Edward Massie looked on from the fire-step on the east wall adjacent to the endangered gatehouse. He did not need his perspective glass for this work, for the action was immediately below his position, and, though the morning was overshadowed by a new host of grey clouds, he could see the operation unfold as though he were there himself.

‘Is it worth the powder?’ Thomas Pury asked at his side. The dour Puritan leader, along with Skaithlocke and several other officers, had scaled the wall to follow the garrison’s first real attack in days.

Massie did not look round, leaning instead on the crumbling stone palisade in front. ‘We cannot sit here and wait.’

‘The enemy mines are not progressing as we’d feared,’ Pury said as he adjusted his coat buttons. ‘They have not yet filled the moat.’

‘The surface petards, yes,’ Massie agreed. ‘They seem to be hampered by the springs, for the moat swallows their debris like quicksand. But underground?’ He sucked at his teeth as he considered the report by some of the men in his countermines. They had claimed that they could hear the Cavalier digging crews through the walls of the muddy subterranean shafts. ‘I believe they grope closer to our foundations every day, Thomas. They may already have cleared the moat.
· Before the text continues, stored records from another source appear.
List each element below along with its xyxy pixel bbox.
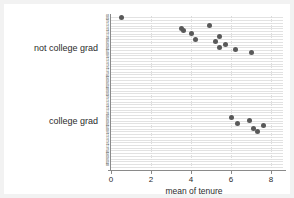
gridline-row: [111, 148, 283, 149]
data-point: [213, 39, 218, 44]
gridline-row: [111, 42, 283, 43]
gridline-row: [111, 72, 283, 73]
gridline-row: [111, 104, 283, 105]
gridline-row: [111, 156, 283, 157]
gridline-row: [111, 145, 283, 146]
y-axis-tick-label: 88: [106, 165, 109, 168]
gridline-column: [271, 16, 272, 168]
gridline-row: [111, 66, 283, 67]
gridline-row: [111, 121, 283, 122]
gridline-row: [111, 167, 283, 168]
x-axis-tick-label: 0: [109, 175, 113, 184]
data-point: [217, 45, 222, 50]
group-label-college-grad: college grad: [49, 116, 98, 126]
data-point: [207, 23, 212, 28]
data-point: [235, 121, 240, 126]
x-axis-tick-mark: [231, 171, 232, 174]
x-axis-line: [108, 170, 286, 171]
x-axis-tick-mark: [151, 171, 152, 174]
gridline-row: [111, 88, 283, 89]
plot-area: [111, 16, 283, 168]
x-axis-tick-label: 8: [269, 175, 273, 184]
gridline-row: [111, 159, 283, 160]
data-point: [249, 50, 254, 55]
gridline-row: [111, 150, 283, 151]
gridline-row: [111, 118, 283, 119]
gridline-row: [111, 153, 283, 154]
gridline-row: [111, 140, 283, 141]
gridline-column: [231, 16, 232, 168]
x-axis-tick-label: 2: [149, 175, 153, 184]
gridline-row: [111, 110, 283, 111]
y-axis-tick-labels: 6869707172737577788082838587887071727375…: [96, 16, 110, 168]
chart-card: not college grad college grad 6869707172…: [4, 4, 290, 194]
gridline-row: [111, 123, 283, 124]
gridline-row: [111, 126, 283, 127]
data-point: [189, 31, 194, 36]
gridline-row: [111, 47, 283, 48]
gridline-row: [111, 134, 283, 135]
gridline-row: [111, 115, 283, 116]
data-point: [255, 129, 260, 134]
gridline-row: [111, 93, 283, 94]
gridline-row: [111, 26, 283, 27]
gridline-column: [151, 16, 152, 168]
gridline-row: [111, 20, 283, 21]
data-point: [119, 15, 124, 20]
data-point: [193, 37, 198, 42]
gridline-row: [111, 61, 283, 62]
gridline-row: [111, 53, 283, 54]
data-point: [217, 34, 222, 39]
gridline-row: [111, 58, 283, 59]
gridline-row: [111, 50, 283, 51]
gridline-column: [191, 16, 192, 168]
gridline-row: [111, 83, 283, 84]
gridline-row: [111, 107, 283, 108]
data-point: [229, 115, 234, 120]
gridline-row: [111, 17, 283, 18]
gridline-row: [111, 74, 283, 75]
gridline-row: [111, 31, 283, 32]
x-axis-title: mean of tenure: [4, 186, 294, 196]
chart-canvas: not college grad college grad 6869707172…: [0, 0, 294, 198]
gridline-row: [111, 34, 283, 35]
x-axis-tick-label: 4: [189, 175, 193, 184]
gridline-row: [111, 142, 283, 143]
gridline-row: [111, 45, 283, 46]
data-point: [247, 118, 252, 123]
gridline-row: [111, 80, 283, 81]
gridline-row: [111, 55, 283, 56]
gridline-row: [111, 64, 283, 65]
group-label-not-college-grad: not college grad: [34, 43, 98, 53]
gridline-row: [111, 161, 283, 162]
x-axis-tick-label: 6: [229, 175, 233, 184]
gridline-row: [111, 96, 283, 97]
x-axis-tick-mark: [271, 171, 272, 174]
gridline-row: [111, 102, 283, 103]
gridline-row: [111, 85, 283, 86]
gridline-row: [111, 91, 283, 92]
gridline-row: [111, 28, 283, 29]
gridline-row: [111, 77, 283, 78]
gridline-row: [111, 69, 283, 70]
gridline-row: [111, 164, 283, 165]
gridline-row: [111, 23, 283, 24]
gridline-row: [111, 99, 283, 100]
x-axis-tick-mark: [191, 171, 192, 174]
gridline-row: [111, 112, 283, 113]
gridline-row: [111, 137, 283, 138]
x-axis-tick-mark: [111, 171, 112, 174]
data-point: [223, 42, 228, 47]
y-axis-line: [110, 14, 111, 170]
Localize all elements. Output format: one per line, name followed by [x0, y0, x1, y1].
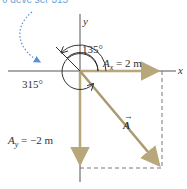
annotation-text: θ deve ser 315°: [2, 0, 72, 5]
y-axis-label: y: [83, 16, 88, 27]
annotation-dotted-arc: [20, 12, 40, 62]
angle-315-label: 315°: [22, 79, 43, 90]
vector-diagram: [0, 0, 187, 189]
ay-value: = −2 m: [21, 134, 53, 146]
direction-135-line: [56, 47, 80, 71]
ax-symbol: A: [103, 57, 110, 69]
x-axis-label: x: [178, 65, 183, 76]
ay-label: Ay = −2 m: [8, 135, 53, 149]
angle-135-label: 135°: [82, 44, 103, 55]
vector-arrow-symbol: →: [124, 112, 133, 121]
ax-label: Ax = 2 m: [103, 58, 142, 72]
ay-symbol: A: [8, 134, 15, 146]
vector-a-label: → A: [123, 120, 130, 131]
ay-subscript: y: [15, 140, 19, 149]
ax-subscript: x: [110, 63, 114, 72]
ax-value: = 2 m: [116, 57, 142, 69]
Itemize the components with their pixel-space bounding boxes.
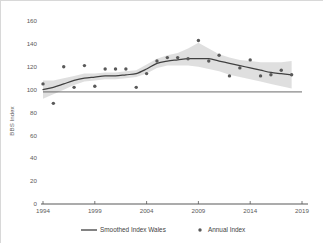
- x-tick-label: 1994: [36, 207, 50, 214]
- annual-index-point: [280, 68, 283, 71]
- annual-index-point: [207, 59, 210, 62]
- bbs-index-chart: 020406080100120140160 199419992004200920…: [1, 1, 323, 243]
- annual-index-point: [103, 67, 106, 70]
- annual-index-point: [41, 82, 44, 85]
- annual-index-point: [62, 65, 65, 68]
- annual-index-point: [269, 73, 272, 76]
- annual-index-point: [93, 84, 96, 87]
- annual-index-point: [249, 58, 252, 61]
- annual-index-point: [145, 72, 148, 75]
- y-axis-title: BBS Index: [8, 105, 15, 135]
- x-tick-label: 1999: [88, 207, 102, 214]
- y-tick-label: 120: [27, 63, 38, 70]
- annual-index-point: [114, 67, 117, 70]
- annual-index-point: [166, 56, 169, 59]
- annual-index-point: [72, 86, 75, 89]
- annual-index-point: [135, 86, 138, 89]
- annual-index-point: [83, 64, 86, 67]
- annual-index-point: [197, 39, 200, 42]
- y-tick-label: 20: [30, 177, 37, 184]
- annual-index-point: [228, 74, 231, 77]
- chart-figure: 020406080100120140160 199419992004200920…: [0, 0, 323, 243]
- y-tick-label: 80: [30, 109, 37, 116]
- y-tick-label: 140: [27, 40, 38, 47]
- annual-index-point: [290, 73, 293, 76]
- y-tick-label: 40: [30, 154, 37, 161]
- legend-label-smoothed: Smoothed Index Wales: [100, 226, 166, 233]
- annual-index-point: [176, 56, 179, 59]
- y-tick-label: 100: [27, 86, 38, 93]
- annual-index-point: [155, 59, 158, 62]
- annual-index-point: [186, 57, 189, 60]
- annual-index-point: [217, 54, 220, 57]
- x-tick-label: 2004: [140, 207, 154, 214]
- x-tick-label: 2009: [192, 207, 206, 214]
- annual-index-point: [52, 102, 55, 105]
- legend-label-annual: Annual Index: [208, 226, 246, 233]
- annual-index-point: [259, 74, 262, 77]
- chart-legend: Smoothed Index WalesAnnual Index: [81, 226, 246, 233]
- y-tick-label: 160: [27, 17, 38, 24]
- annual-index-point: [124, 67, 127, 70]
- annual-index-point: [238, 66, 241, 69]
- legend-dot-swatch: [198, 228, 201, 231]
- x-tick-label: 2019: [295, 207, 309, 214]
- y-tick-label: 60: [30, 132, 37, 139]
- x-tick-label: 2014: [243, 207, 257, 214]
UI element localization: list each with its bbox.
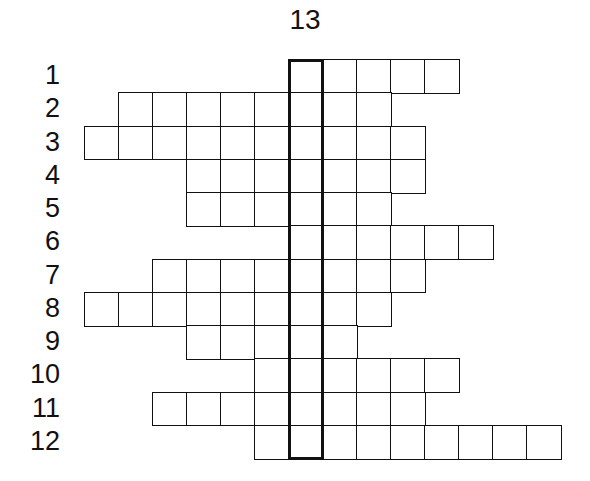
- crossword-cell[interactable]: [390, 159, 426, 194]
- crossword-cell[interactable]: [220, 325, 256, 360]
- crossword-cell[interactable]: [390, 59, 426, 94]
- row-number: 10: [0, 358, 60, 391]
- crossword-cell[interactable]: [186, 92, 222, 127]
- crossword-cell[interactable]: [288, 126, 324, 161]
- crossword-cell[interactable]: [356, 92, 392, 127]
- crossword-cell[interactable]: [322, 392, 358, 427]
- crossword-cell[interactable]: [118, 292, 154, 327]
- vertical-clue-number: 13: [280, 4, 330, 36]
- crossword-cell[interactable]: [186, 126, 222, 161]
- crossword-cell[interactable]: [186, 392, 222, 427]
- crossword-cell[interactable]: [356, 358, 392, 393]
- crossword-cell[interactable]: [220, 292, 256, 327]
- crossword-cell[interactable]: [220, 126, 256, 161]
- crossword-cell[interactable]: [356, 292, 392, 327]
- crossword-cell[interactable]: [288, 59, 324, 94]
- crossword-cell[interactable]: [288, 392, 324, 427]
- crossword-cell[interactable]: [288, 325, 324, 360]
- crossword-cell[interactable]: [390, 358, 426, 393]
- crossword-cell[interactable]: [288, 259, 324, 294]
- crossword-cell[interactable]: [356, 225, 392, 260]
- crossword-cell[interactable]: [152, 392, 188, 427]
- crossword-cell[interactable]: [118, 126, 154, 161]
- crossword-cell[interactable]: [220, 92, 256, 127]
- crossword-cell[interactable]: [322, 92, 358, 127]
- crossword-cell[interactable]: [390, 225, 426, 260]
- crossword-cell[interactable]: [322, 325, 358, 360]
- crossword-cell[interactable]: [322, 159, 358, 194]
- crossword-cell[interactable]: [288, 358, 324, 393]
- crossword-cell[interactable]: [84, 292, 120, 327]
- row-number: 2: [0, 92, 60, 125]
- crossword-cell[interactable]: [322, 259, 358, 294]
- row-number: 7: [0, 259, 60, 292]
- row-number: 6: [0, 225, 60, 258]
- crossword-cell[interactable]: [186, 159, 222, 194]
- crossword-cell[interactable]: [186, 325, 222, 360]
- crossword-cell[interactable]: [390, 126, 426, 161]
- row-number: 4: [0, 159, 60, 192]
- crossword-cell[interactable]: [458, 425, 494, 460]
- crossword-cell[interactable]: [390, 259, 426, 294]
- crossword-cell[interactable]: [526, 425, 562, 460]
- crossword-cell[interactable]: [322, 358, 358, 393]
- crossword-cell[interactable]: [220, 159, 256, 194]
- crossword-cell[interactable]: [84, 126, 120, 161]
- crossword-cell[interactable]: [254, 192, 290, 227]
- crossword-cell[interactable]: [220, 259, 256, 294]
- crossword-cell[interactable]: [322, 59, 358, 94]
- crossword-cell[interactable]: [356, 192, 392, 227]
- crossword-cell[interactable]: [220, 192, 256, 227]
- row-number: 5: [0, 192, 60, 225]
- crossword-cell[interactable]: [356, 425, 392, 460]
- row-number: 12: [0, 425, 60, 458]
- crossword-cell[interactable]: [254, 392, 290, 427]
- crossword-cell[interactable]: [254, 259, 290, 294]
- crossword-cell[interactable]: [254, 159, 290, 194]
- row-number: 9: [0, 325, 60, 358]
- crossword-cell[interactable]: [492, 425, 528, 460]
- crossword-cell[interactable]: [288, 159, 324, 194]
- crossword-cell[interactable]: [254, 425, 290, 460]
- crossword-cell[interactable]: [356, 126, 392, 161]
- crossword-cell[interactable]: [152, 92, 188, 127]
- crossword-cell[interactable]: [322, 425, 358, 460]
- crossword-cell[interactable]: [458, 225, 494, 260]
- crossword-cell[interactable]: [152, 259, 188, 294]
- crossword-cell[interactable]: [390, 392, 426, 427]
- crossword-cell[interactable]: [288, 425, 324, 460]
- crossword-cell[interactable]: [424, 425, 460, 460]
- crossword-cell[interactable]: [254, 126, 290, 161]
- crossword-cell[interactable]: [424, 358, 460, 393]
- crossword-cell[interactable]: [322, 126, 358, 161]
- crossword-cell[interactable]: [390, 425, 426, 460]
- crossword-cell[interactable]: [356, 259, 392, 294]
- crossword-cell[interactable]: [220, 392, 256, 427]
- crossword-cell[interactable]: [186, 292, 222, 327]
- row-number: 3: [0, 126, 60, 159]
- crossword-cell[interactable]: [254, 92, 290, 127]
- crossword-cell[interactable]: [424, 225, 460, 260]
- crossword-cell[interactable]: [356, 59, 392, 94]
- row-number: 1: [0, 59, 60, 92]
- crossword-cell[interactable]: [356, 159, 392, 194]
- crossword-cell[interactable]: [322, 192, 358, 227]
- row-number: 11: [0, 392, 60, 425]
- crossword-cell[interactable]: [254, 292, 290, 327]
- crossword-cell[interactable]: [254, 325, 290, 360]
- crossword-cell[interactable]: [186, 192, 222, 227]
- crossword-cell[interactable]: [288, 225, 324, 260]
- crossword-cell[interactable]: [322, 292, 358, 327]
- crossword-cell[interactable]: [152, 126, 188, 161]
- crossword-cell[interactable]: [322, 225, 358, 260]
- crossword-cell[interactable]: [356, 392, 392, 427]
- crossword-cell[interactable]: [288, 292, 324, 327]
- crossword-cell[interactable]: [186, 259, 222, 294]
- row-number: 8: [0, 292, 60, 325]
- crossword-cell[interactable]: [118, 92, 154, 127]
- crossword-cell[interactable]: [254, 358, 290, 393]
- crossword-cell[interactable]: [288, 192, 324, 227]
- crossword-cell[interactable]: [424, 59, 460, 94]
- crossword-cell[interactable]: [152, 292, 188, 327]
- crossword-cell[interactable]: [288, 92, 324, 127]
That is what this expedition has been tasked with discovering.’

‘And if they find the mining work continues,’ Vincent Skaithlocke said with grim relish, ‘then we have a grenade expert from the Town Regiment to give the bastards pause for thought.’

Pury gnawed the flesh at the side of his narrow thumb. ‘And nothing more of Essex?’

‘No word,’ said Massie sombrely. ‘We only know that he comes hither. Therefore we must distract and delay the malignants for as long as we can, even at the cost of our precious powder.’

The group fell silent as their half-dozen raiders cleared the ladder, the blue-coated quartet tarrying briefly to fix matches to their muskets’ serpents. Then they were moving on through the nearest saps. They had been long abandoned, having striven too close to the walls, their occupiers picked at by Massie’s rebels, but the dark grooves might still hide hidden sentries and the watching group collectively held its breath.

 

John Barnwood peered down into the deep sap as he scurried past. It had been dug by brave men, he thought, for its proximity to the walls ensured it was within easy reach of the city’s sharpshooters. A broken spade stuck out at an angle from the foot of the trench, while bits of wicker and wood were strewn along its length. He wondered whether one of Gloucester’s cannon had put paid to the excavation here.